§ **What you need to do**
Go to the line below containing "You are a GUI" and print exactly from there through the line containing "The width and", both included. Print nothing else.

§ **Recorded information**

=======

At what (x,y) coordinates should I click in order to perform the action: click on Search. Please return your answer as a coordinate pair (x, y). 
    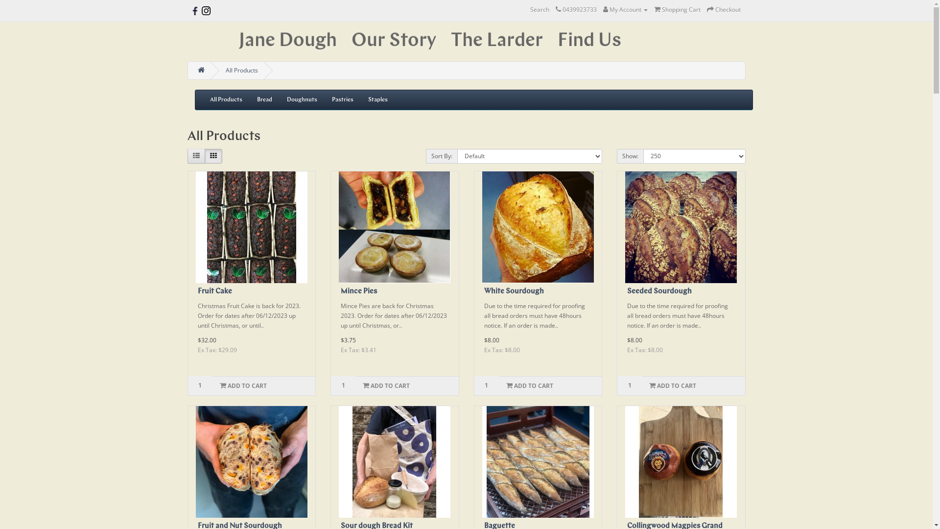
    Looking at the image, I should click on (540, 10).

=======

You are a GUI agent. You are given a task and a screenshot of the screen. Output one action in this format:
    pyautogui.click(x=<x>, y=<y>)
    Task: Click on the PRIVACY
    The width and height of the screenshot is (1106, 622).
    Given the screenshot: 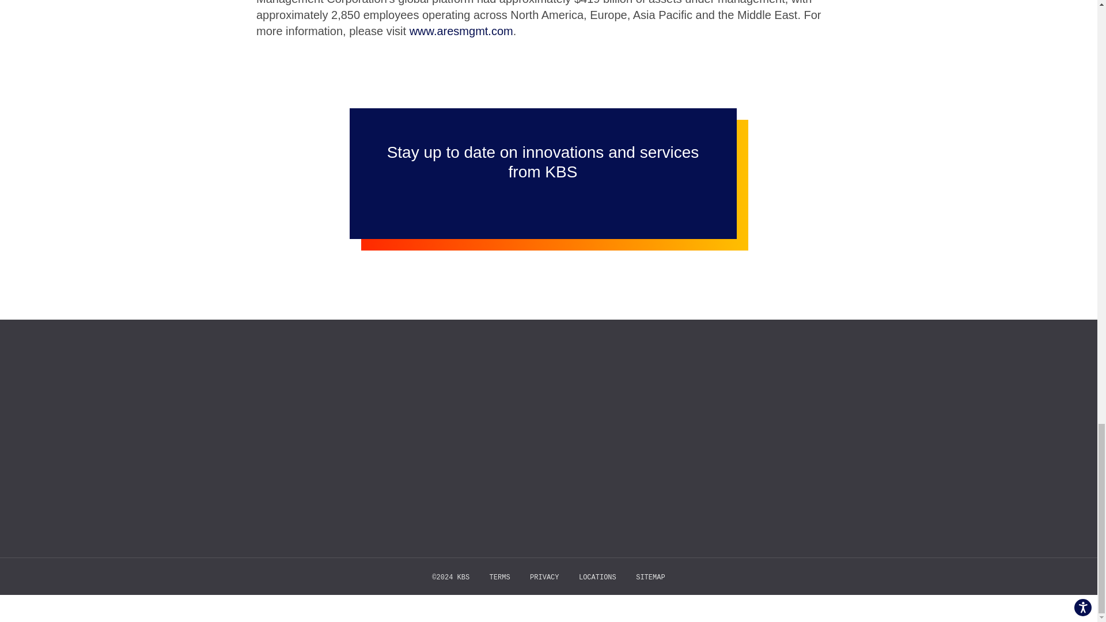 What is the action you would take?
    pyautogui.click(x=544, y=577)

=======

§ **Reply**
You are a GUI agent. You are given a task and a screenshot of the screen. Output one action in this format:
    pyautogui.click(x=<x>, y=<y>)
    Task: Click on the PRIVACY
    The width and height of the screenshot is (1106, 622).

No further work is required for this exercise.